In layman’s terms, the bill gives specific powers to the U.S. attorney general that would allow the attorney general to go after websites that are “dedicated to infringing activities,” such as copyright and trademark infringement. The bill also allows for the attorney general to create two lists: “required to block” and “suggested to block.” Sites that appear on the list would be blocked from viewing.
Spinks said that this bill is a common one in a world of technological expansion and free distribution.
“Bills just like this proposed one have already been passed in France,” Spinks said. “This is an idea that already has some traction in other parts of the world.”
The industry is trying to adapt to these changes in two ways, Spinks said. First, at the top end of the business, the four major corporations, EMI, Sony Music Entertainment, Universal Music Group and Warner Music Group, are all becoming smaller companies, and are dealing with a narrower group of artists. At the same time, they all maintain a back catalogue that keeps them alive.
Second, there has been an uprising of “middle-class musicians, who are basically doing it all for themselves, or doing it all on a much smaller level,” Spinks said, “whereby touring becomes very important, whereby they are in business with themselves, and they are building their own databases through the use of new media like Facebook or Myspace.”

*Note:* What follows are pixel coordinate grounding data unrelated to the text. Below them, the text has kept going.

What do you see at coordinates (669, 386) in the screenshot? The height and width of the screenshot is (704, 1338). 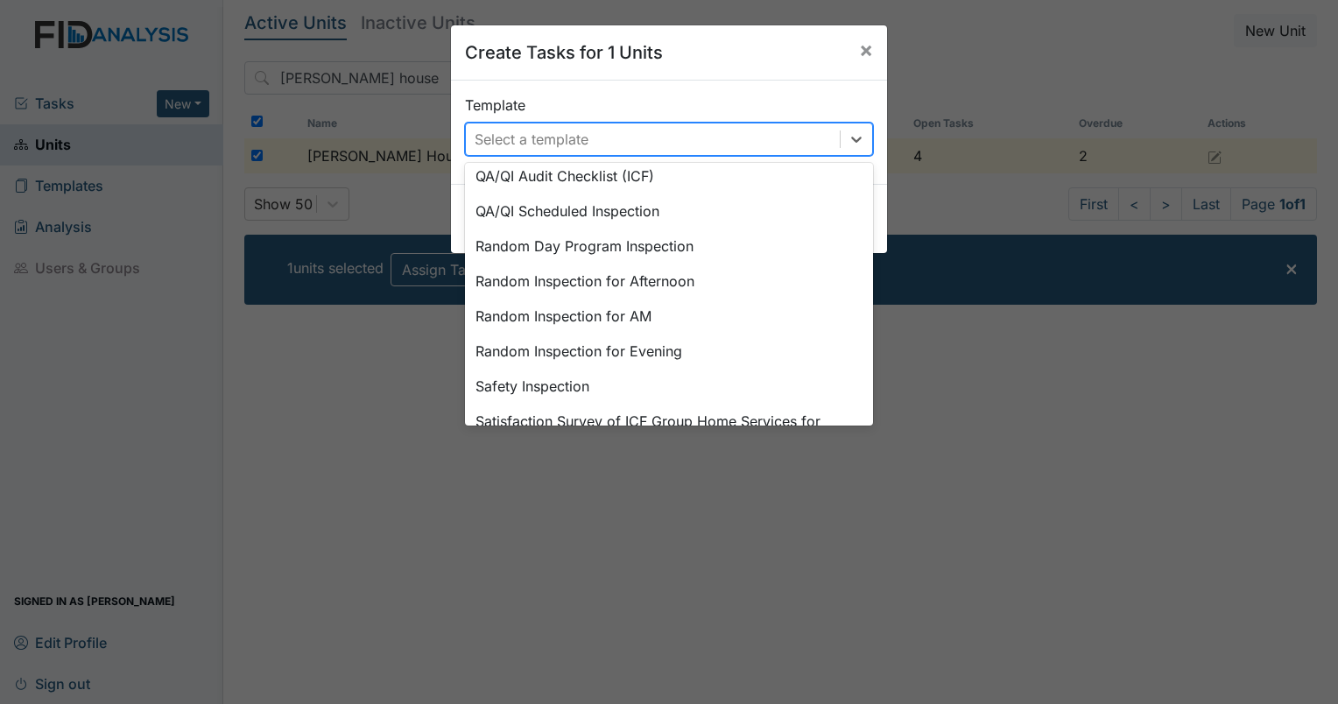 I see `div: Safety Inspection` at bounding box center [669, 386].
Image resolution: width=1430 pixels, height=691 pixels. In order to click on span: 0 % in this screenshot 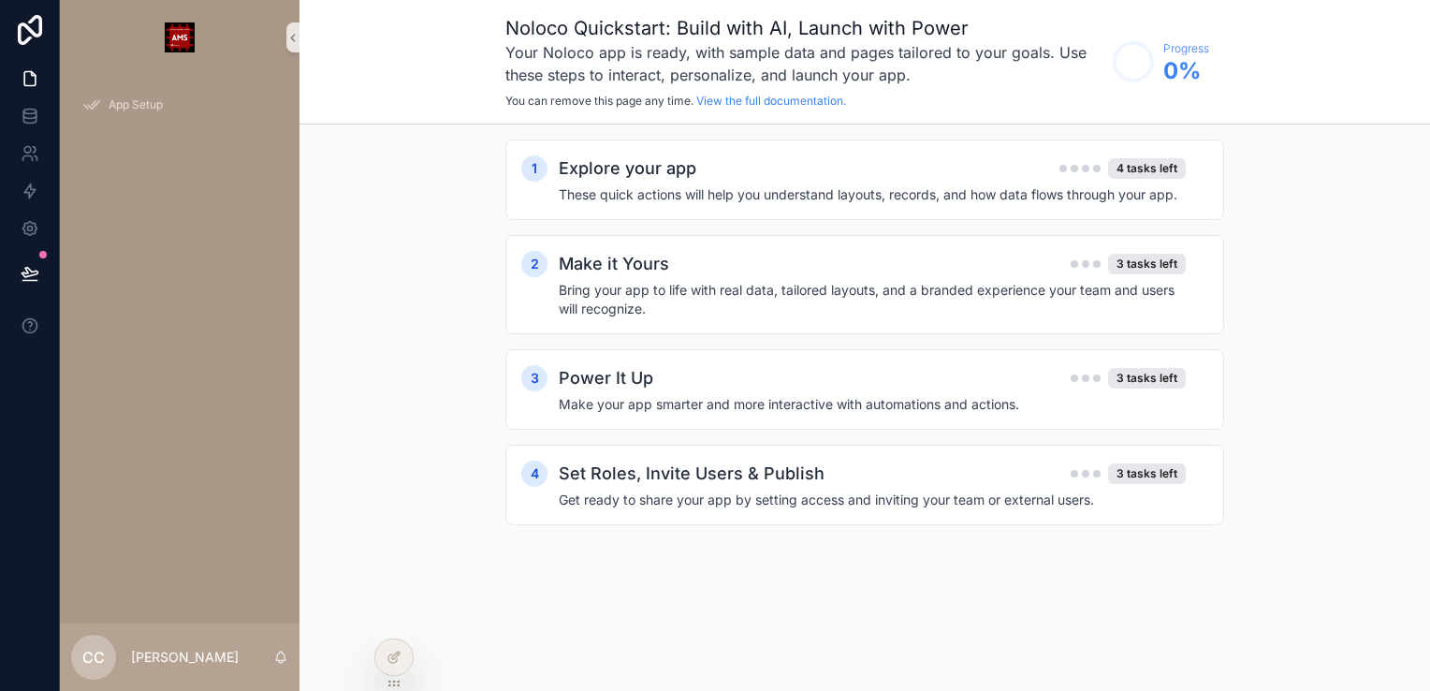, I will do `click(1186, 71)`.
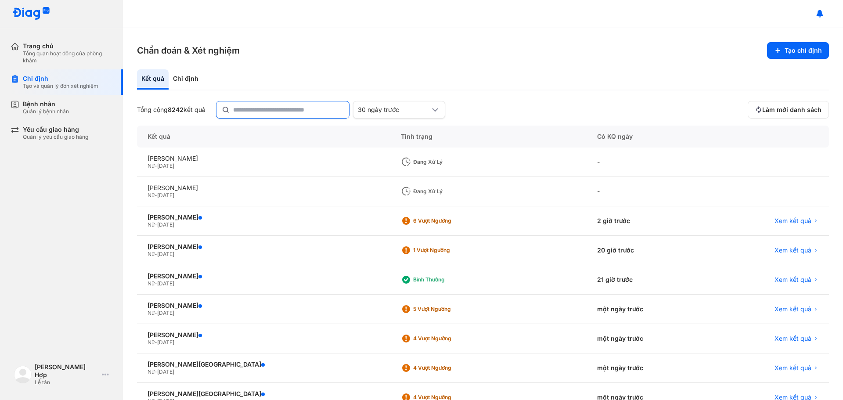 The height and width of the screenshot is (400, 843). I want to click on button: Làm mới danh sách, so click(788, 110).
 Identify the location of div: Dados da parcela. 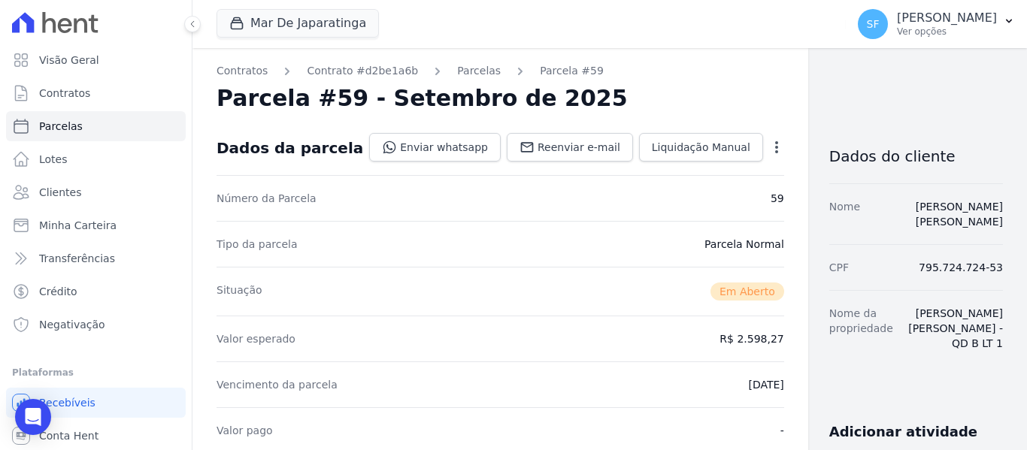
(289, 148).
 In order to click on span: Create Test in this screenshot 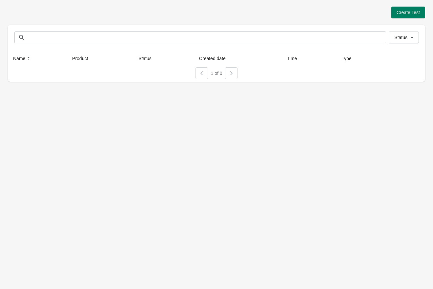, I will do `click(408, 12)`.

Some artists have already tried to adapt to these new ways. In October 2007, Radiohead released its critically acclaimed seventh album, “In Rainbows,” as a free digital download. The band allowed its fans to decide what would be a fair price for the recording, and while it was not available for free from, fans could pay as little as 45 pence, equivalent to 45 cents.
Literature graduate student Trevor Schack wishes the music industry could look at bands like Radiohead and licensing distributors like Netflix and Art Store for guidance.
“I really think that there’s going to be a reliable online licensing network for probably everything,” Schack said. “We’re going to see a good one come out for music — I mean, you could almost say that Pandora is it right now. But at some point, for a nominal monthly fee you’re going to be able to access all the music you could want.”
Hannah Kreiger said that everyone should be afforded the right of institutionalized protection of unlimited Internet access.
“You should be able to look at whatever the hell you want,” Kreiger said. “I don’t think that it’s necessarily right to say, ‘You can’t look at this, whatsoever.’ You should have the freedom to look at whatever you want.”
On the other hand, Spinks has no sympathy for those who break the law.
“At the end of the day, if you’re stealing something, you should be stopped. It’s as simple as that, really,” Spinks said. “And you are stealing something if you go to BitTorrent, or wherever, and download some music for free.”